Jason Tenenbaum is the founding attorney of the Law Office of Jason Tenenbaum, P.C., headquartered at 326 Walt Whitman Road, Suite C, Huntington Station, New York 11746. With over 24 years of experience since founding the firm in 2002, Jason has written more than 1,000 appeals, handled over 100,000 no-fault insurance cases, and recovered over $100 million for clients across Long Island, Nassau County, Suffolk County, Queens, Brooklyn, Manhattan, the Bronx, and Staten Island. He is one of the few attorneys in the state who both writes his own appellate briefs and tries his own cases.
Jason is admitted to practice in New York, New Jersey, Florida, Texas, Georgia, and Michigan state courts, as well as multiple federal courts. His 2,353+ published legal articles analyzing New York case law, procedural developments, and litigation strategy make him one of the most prolific legal commentators in the state. He earned his Juris Doctor from Syracuse University College of Law.
Disclaimer: This article is published by the Law Office of Jason Tenenbaum, P.C. for informational and educational purposes only. It does not constitute legal advice, and no attorney-client relationship is formed by reading this content. The legal principles discussed may not apply to your specific situation, and the law may have changed since this article was last updated.

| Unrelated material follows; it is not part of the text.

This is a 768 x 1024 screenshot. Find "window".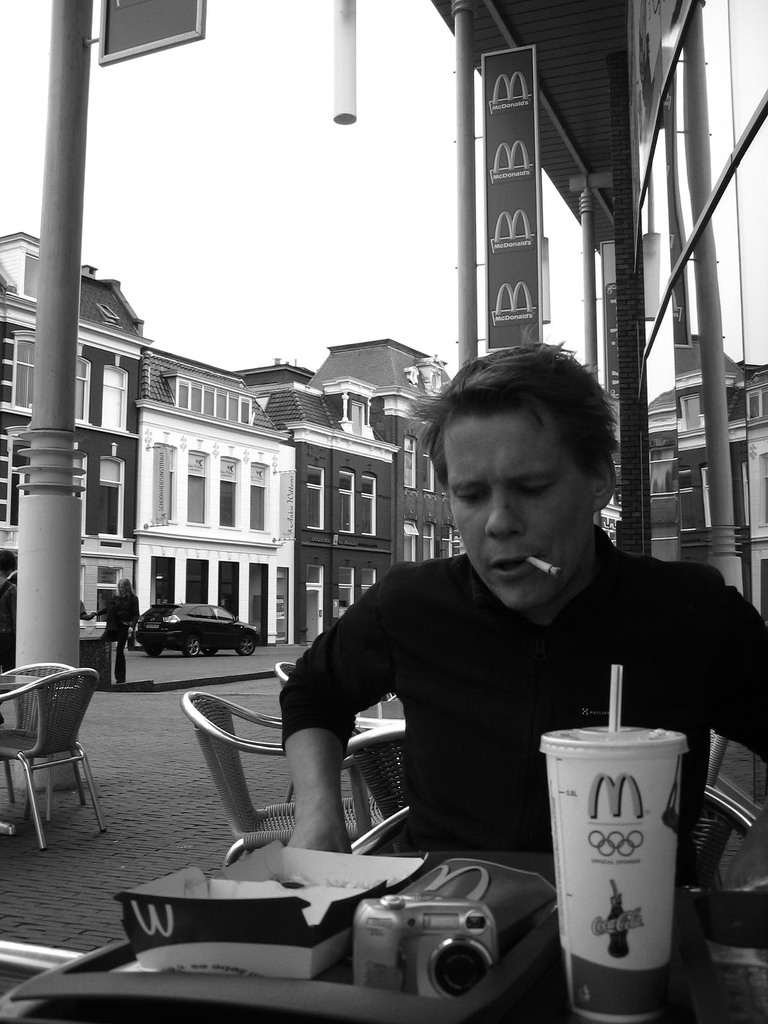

New York law varies by jurisdiction — court decisions in one Appellate Division department may not be followed in another, and local court rules in Nassau County Supreme Court differ from those in Suffolk County Supreme Court, Kings County Civil Court, or Queens County Supreme Court. The Appellate Division, Second Department (which covers Long Island, Brooklyn, Queens, and Staten Island) and the Appellate Term (which hears appeals from lower courts) each have distinct procedural requirements and precedents that affect litigation strategy.